Occasional Thoughts on Educational Technology and Life by Judy Brophy

Tuesday, November 29, 2016

You'll know when you get there

I chose a place on the map that looked like a likely spot to have a nice hike, a falls somewhat off the beaten track. I put the name of the falls in my map program and pressed start. As it turned out I didn't really need the map program because helpful brown nature signs were posted along the road at intersections.  

I parked the car off the road and headed down the trail. Soon I could hear water running.  Louder and louder. I could just glimpse water through the bushes and was headed that way when out of the depths of my pocket came a muffled electronic voice, "you have arrived."

At the Hostel

The almost middle aged, middle-eastern looking man with the scruffy beard seemed to be the only other person besides me who used the hostel's common room-kitchen. He fixed himself dinner the first night. The next night he waited until a couple finished cooking their dinner and then asked me, "you cook?" "No thanks, I'm just having tea." 
He puttered in the kitchen as I read in an easy chair. At length he came over and asked "you soap?" As he waved the bowl I understood.  My gratefullness flowed out in a wave. "I'd love some," I said with a wide smile.

Saturday, November 12, 2016

At the Post Office


"What kind stamps would you like?" asked the post mistress. "We have birds and flags and the new Christmas stamps. The madonnas are nice."

The madonnas were nice. Rich reds and glowing golds.  
As I inspected the Christmas stamps, mulling over my choices she added encouragingly, "And none of the parts that shouldn't be showing showing", 
"What parts would that be?" I inquired, thinking of many madonnas with a tennis ball of a breast exposed.

"Oh, in last year's stamp the baby's little thing was dangling.  See how in this year they don't show that lower half of the baby."

Sure enough, Jesus was cropped at the navel.
"I'll take the madonnas," I said.

Monday, August 1, 2016

The University of Texas Sniper and My Journalism Career

AP Photo
Fifty years ago today a man climbed to the top of a tower on the campus of the University of Texas and ended, not only the lives of 14 people, but also my journalism career.

I was working as a copy girl at the Albany Times Union during the summer of my sophomore year in college. My job in the afternoons before the deadline for the evening paper was to carry the copy from the bank of very loud teletype machines to the copy editor. I tore stories off as they were typed and made sure the editor had the latest news stories from the wire services with which to work.

As the story broke the wire services were updating the death count every few minutes. As the deadline for press drew near, the editor told me to just stand in the teletype room and shout the latest number out: ten…. eleven…..   twelve.


I don’t know if we went to press with the final number or not. I do know that my enthusiasm for pursuing a career in journalism died that afternoon as well. This was one of the first mass shootings, surely my first.  It was necessary to put all feelings aside and just report, yell, the numbers.  That evening I decided journalism as a career demanded more than I was willing to give.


[What is being asked]:
Restate all of the entries exactly. Any picture in them should be skipped.

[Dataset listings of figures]
'''

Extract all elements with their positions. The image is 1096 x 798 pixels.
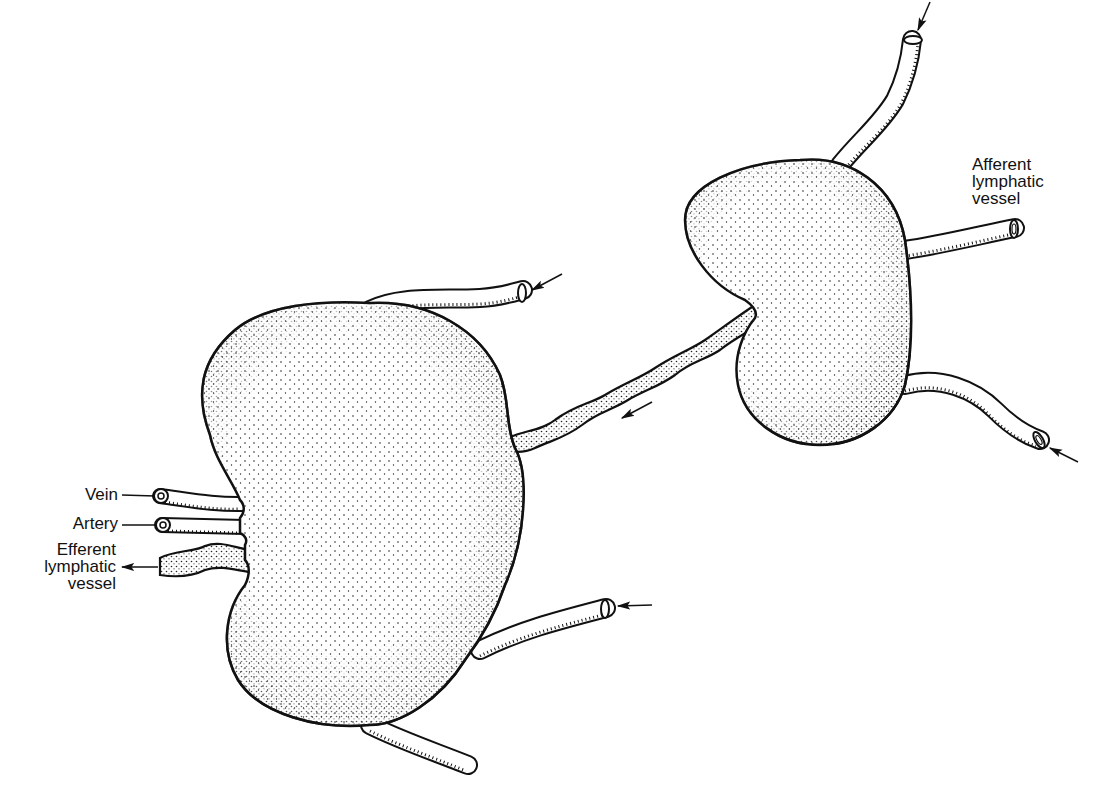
large-lymph-node [202, 302, 524, 726]
arrow-upper-vessel-large [532, 274, 562, 290]
arrow-lower-vessel-large [618, 605, 652, 606]
efferent-lymphatic-vessel [160, 544, 250, 576]
arrow-lower-right-vessel [1050, 448, 1078, 462]
label-afferent-line3: vessel [972, 190, 1020, 207]
vein-leader-line [122, 495, 155, 496]
label-artery: Artery [60, 515, 118, 532]
arrow-connecting-vessel [622, 402, 652, 418]
label-efferent-line1: Efferent [40, 541, 116, 558]
small-lymph-node [685, 159, 911, 445]
label-afferent-line2: lymphatic [972, 173, 1044, 190]
arrow-top-right-vessel [918, 2, 930, 30]
right-afferent-vessel-small [905, 220, 1018, 256]
connecting-lymphatic-vessel [505, 305, 760, 452]
vein-vessel [154, 489, 245, 509]
label-vein: Vein [72, 486, 118, 503]
lymph-node-diagram [0, 0, 1096, 798]
bottom-vessel-large [370, 725, 468, 771]
top-afferent-vessel-small [840, 36, 922, 168]
label-afferent-line1: Afferent [972, 156, 1031, 173]
lower-afferent-vessel-small [905, 382, 1047, 450]
lower-afferent-vessel-large [480, 600, 609, 656]
artery-vessel [156, 518, 245, 533]
label-efferent-line3: vessel [40, 575, 116, 592]
label-efferent-line2: lymphatic [30, 558, 116, 575]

'''

[Task solution]:
Extract all elements with their positions. The image is 1096 x 798 pixels.
large-lymph-node [202, 302, 524, 726]
arrow-upper-vessel-large [532, 274, 562, 290]
arrow-lower-vessel-large [618, 605, 652, 606]
efferent-lymphatic-vessel [160, 544, 250, 576]
arrow-lower-right-vessel [1050, 448, 1078, 462]
label-afferent-line3: vessel [972, 190, 1020, 207]
vein-leader-line [122, 495, 155, 496]
label-artery: Artery [60, 515, 118, 532]
arrow-connecting-vessel [622, 402, 652, 418]
label-efferent-line1: Efferent [40, 541, 116, 558]
small-lymph-node [685, 159, 911, 445]
label-afferent-line2: lymphatic [972, 173, 1044, 190]
arrow-top-right-vessel [918, 2, 930, 30]
right-afferent-vessel-small [905, 220, 1018, 256]
connecting-lymphatic-vessel [505, 305, 760, 452]
vein-vessel [154, 489, 245, 509]
label-vein: Vein [72, 486, 118, 503]
lymph-node-diagram [0, 0, 1096, 798]
bottom-vessel-large [370, 725, 468, 771]
top-afferent-vessel-small [840, 36, 922, 168]
label-afferent-line1: Afferent [972, 156, 1031, 173]
lower-afferent-vessel-small [905, 382, 1047, 450]
lower-afferent-vessel-large [480, 600, 609, 656]
artery-vessel [156, 518, 245, 533]
label-efferent-line3: vessel [40, 575, 116, 592]
label-efferent-line2: lymphatic [30, 558, 116, 575]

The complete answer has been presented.